Do you have an exact idea of what you want to do?
José Charréu: In recent times I feel more affinity for medical specialties and less for surgical ones. The medical areas are vast and these priorities are not yet established. What challenges me is the diagnosis, clinical reasoning, it is the mental construction that interests me, rather than the action and execution of the technique.
But I'm not closing doors, maybe I still change my mind.
In the midst of all this where is the time just for you?
José Charréu: I do not have much. I have no aversion to spending a day watching series or playing video games, but simply I can't afford it.
Next year, Zé will try to undertake an Erasmus+ mobility in France, perhaps because of his affinity with the language, from his mother’s side or also for his connection to his grandparents, who are not French but have lived in France for many years. He is keen to say that he is very close to his family and that makes him doubt whether it will be a semester only, or a whole year. He smiles and says he will have to learn a few things before leaving home, "cooking, doing the laundry" and he does not elaborate because that “would be to highlight too many weaknesses".

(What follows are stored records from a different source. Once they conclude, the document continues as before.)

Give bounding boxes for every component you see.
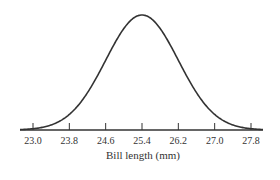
x-tick-label: 23.8: [61, 135, 79, 146]
x-tick-label: 23.0: [24, 135, 42, 146]
x-tick-label: 24.6: [97, 135, 115, 146]
density-curve: [20, 15, 263, 130]
x-tick-label: 25.4: [133, 135, 151, 146]
x-axis-ticks: [33, 123, 251, 130]
x-tick-label: 26.2: [170, 135, 188, 146]
x-tick-label: 27.0: [206, 135, 224, 146]
x-tick-label: 27.8: [242, 135, 260, 146]
x-axis-label: Bill length (mm): [106, 149, 180, 161]
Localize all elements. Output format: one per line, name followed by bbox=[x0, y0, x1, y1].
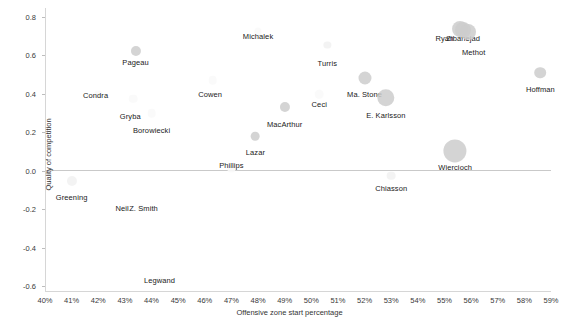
y-tick-label: 0.8 bbox=[0, 13, 36, 22]
data-point-bubble[interactable] bbox=[147, 109, 156, 118]
x-tick-label: 47% bbox=[224, 296, 239, 305]
data-point-label: Wiercioch bbox=[438, 163, 472, 172]
data-point-label: Greening bbox=[56, 193, 88, 202]
y-tick-label: 0.0 bbox=[0, 166, 36, 175]
data-point-bubble[interactable] bbox=[460, 24, 476, 40]
data-point-bubble[interactable] bbox=[444, 139, 467, 162]
data-point-label: Pageau bbox=[122, 58, 148, 67]
x-tick-label: 56% bbox=[464, 296, 479, 305]
data-point-label: Condra bbox=[83, 91, 108, 100]
x-axis-line bbox=[45, 291, 551, 292]
y-tick-label: -0.2 bbox=[0, 205, 36, 214]
x-tick-label: 44% bbox=[144, 296, 159, 305]
data-point-label: Chiasson bbox=[375, 184, 407, 193]
data-point-label: Hoffman bbox=[526, 85, 555, 94]
x-tick-label: 51% bbox=[330, 296, 345, 305]
data-point-bubble[interactable] bbox=[387, 171, 396, 180]
y-tick-mark bbox=[42, 55, 45, 56]
scatter-chart: Quality of competition Offensive zone st… bbox=[0, 0, 579, 322]
x-tick-label: 41% bbox=[64, 296, 79, 305]
y-tick-mark bbox=[42, 94, 45, 95]
data-point-label: Neil bbox=[116, 204, 129, 213]
y-tick-label: 0.2 bbox=[0, 128, 36, 137]
y-tick-mark bbox=[42, 171, 45, 172]
data-point-label: Z. Smith bbox=[129, 204, 158, 213]
data-point-label: Turris bbox=[318, 59, 338, 68]
x-tick-label: 43% bbox=[117, 296, 132, 305]
data-point-bubble[interactable] bbox=[315, 90, 324, 99]
zero-reference-line bbox=[45, 170, 551, 171]
data-point-bubble[interactable] bbox=[129, 94, 138, 103]
y-tick-mark bbox=[42, 132, 45, 133]
data-point-label: Borowiecki bbox=[133, 126, 170, 135]
y-tick-mark bbox=[42, 286, 45, 287]
x-tick-label: 45% bbox=[171, 296, 186, 305]
x-tick-label: 53% bbox=[384, 296, 399, 305]
y-tick-label: 0.4 bbox=[0, 89, 36, 98]
data-point-bubble[interactable] bbox=[130, 46, 140, 56]
data-point-label: Methot bbox=[462, 48, 486, 57]
data-point-label: Cowen bbox=[198, 90, 222, 99]
data-point-bubble[interactable] bbox=[280, 102, 290, 112]
data-point-label: E. Karlsson bbox=[366, 111, 405, 120]
y-tick-mark bbox=[42, 17, 45, 18]
data-point-bubble[interactable] bbox=[324, 41, 331, 48]
data-point-label: Legwand bbox=[144, 276, 175, 285]
x-tick-label: 42% bbox=[91, 296, 106, 305]
data-point-label: Michalek bbox=[243, 32, 273, 41]
x-tick-label: 59% bbox=[543, 296, 558, 305]
x-tick-label: 50% bbox=[304, 296, 319, 305]
x-tick-label: 54% bbox=[410, 296, 425, 305]
y-tick-mark bbox=[42, 209, 45, 210]
data-point-label: MacArthur bbox=[267, 120, 303, 129]
data-point-bubble[interactable] bbox=[358, 71, 371, 84]
data-point-bubble[interactable] bbox=[535, 67, 547, 79]
x-tick-label: 58% bbox=[517, 296, 532, 305]
x-tick-label: 57% bbox=[490, 296, 505, 305]
y-tick-label: 0.6 bbox=[0, 51, 36, 60]
x-tick-label: 48% bbox=[251, 296, 266, 305]
x-axis-title: Offensive zone start percentage bbox=[0, 308, 579, 317]
data-point-bubble[interactable] bbox=[251, 132, 260, 141]
x-tick-label: 40% bbox=[37, 296, 52, 305]
data-point-label: Lazar bbox=[246, 148, 265, 157]
data-point-label: Phillips bbox=[219, 161, 244, 170]
y-tick-mark bbox=[42, 248, 45, 249]
data-point-bubble[interactable] bbox=[377, 89, 394, 106]
x-tick-label: 46% bbox=[197, 296, 212, 305]
x-tick-label: 49% bbox=[277, 296, 292, 305]
data-point-bubble[interactable] bbox=[208, 76, 217, 85]
y-tick-label: -0.4 bbox=[0, 243, 36, 252]
data-point-label: Ceci bbox=[312, 100, 327, 109]
y-tick-label: -0.6 bbox=[0, 282, 36, 291]
x-tick-label: 52% bbox=[357, 296, 372, 305]
y-axis-title: Quality of competition bbox=[44, 75, 53, 235]
data-point-bubble[interactable] bbox=[67, 176, 77, 186]
x-tick-label: 55% bbox=[437, 296, 452, 305]
data-point-label: Gryba bbox=[120, 112, 141, 121]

This will be followed by year 6, which will force him to refocus on the study for the preparation of specialty exams. Dropping fencing temporarily? "No, not that, maybe reduce the training load," he tells me as if we are coming to an end without me understanding the true importance of the sport for him. It's not just the competition, he likes to train and be with his team, and the adrenaline rush that keeps feeding him every day. This explains why he is still playing for a fencing team in Madrid and refereeing events, an activity in which he also graduated, to complete what he already mastered regarding the rules of the game.
Near the end of our conversation, and after a few hours talking, I think I can take a chance and try to photograph him while he talks. But it is not possible, he stops talking and sits upright in his chair, uncomfortable. Exposing him will always have to be an action that has been well thought out by himself, and shyness immediately reminds him that one should never be totally sure of anything.
These are his life rules. These are the rules of the game. And, as he has almost always been a winner, it is very likely that he is right.